At the 11th Annual Emmy Awards in 1959, Nichols, with his comedy partner Elaine May, performed a bit wherein he accepted an award for “Total Mediocrity.”

“The measure of my success,” an in-character Nichols said to the room full of TV producers and stars, “is that, in ten years of producing, we have not received one letter of any kind.” Given Nichols’ status as one of the greats of the performing arts, and one of the few to have achieved the EGOT, this sly satiric bit is even funnier 55 years later.

Nichols directed the Broadway hit Spamalot in 2005. In this episode of Charlie Rose, he talks about bringing the musical adaptation of cult classic Monty Python and the Holy Grail to the stage. At 12:30, Nichols tells Rose talks about casting Sara Ramirez in her Tony-winning role that led to her breakout success on Grey’s Anatomy.

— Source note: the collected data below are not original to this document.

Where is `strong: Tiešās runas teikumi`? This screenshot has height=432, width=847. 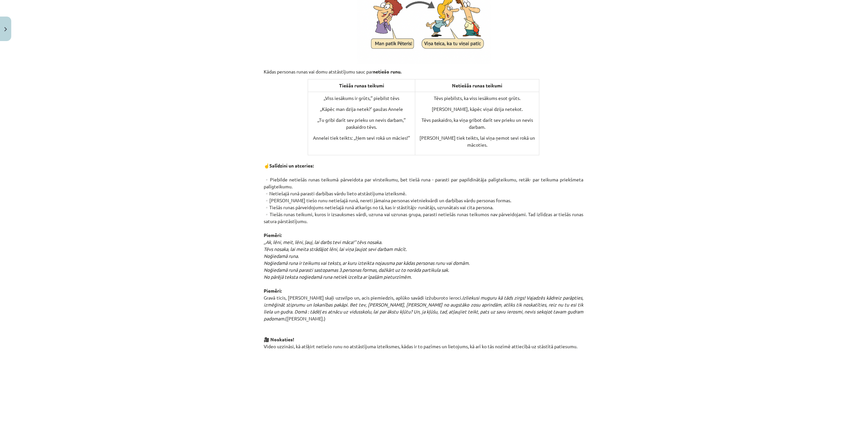 strong: Tiešās runas teikumi is located at coordinates (361, 85).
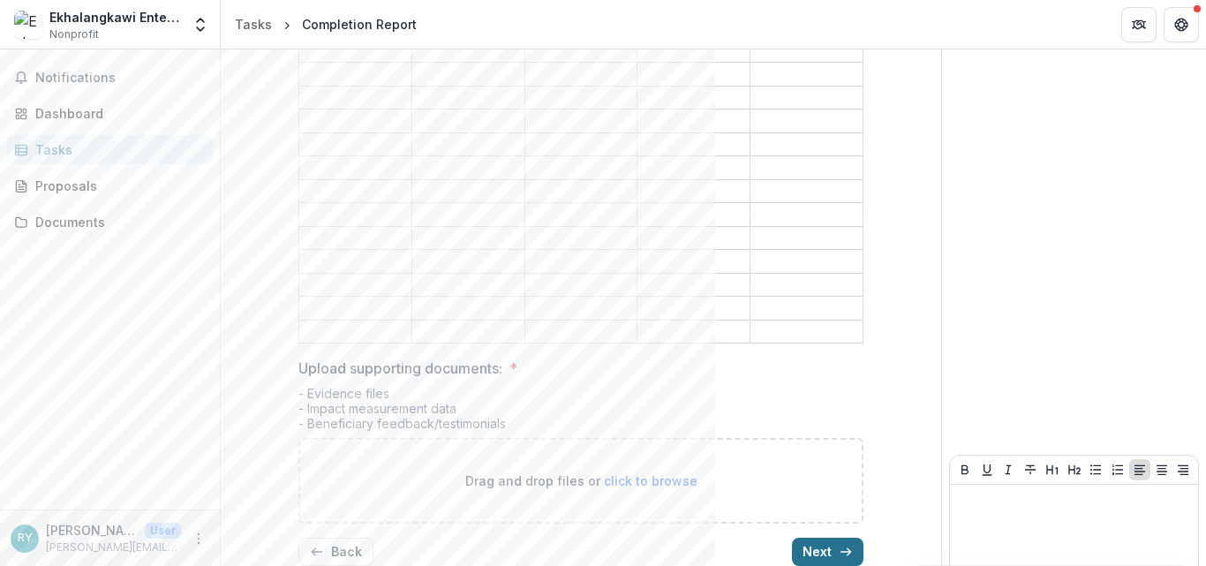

In 2011, Nichols joined a panel discussion celebrating the 50th anniversary of Joseph Heller’s classic WWII novel Catch-22. Here, moderator Lesley Stahl asked Nichols to recount how his 1970 film adaptation—declared a failure at the time but an underrated gem today—came about.

In 2012, WNYC-FM’s "The Greene Space" interviewed Nichols and the cast of his Broadway revival of Death of a Salesman, which starred another late legend, Philip Seymour Hoffman, as Willy Loman. In this clip, Nichols talks about great actors’ reticence to talk about their process, and gives insight into his own as a director for stage.

Accepting the Tony Award for directing Death of a Salesman, a farklempt Nichols waxed poetic about theatre, proclaiming that “everyone in this room knows what it’s like to be a salesman…. A salesman has got to dream. It goes with the territory.”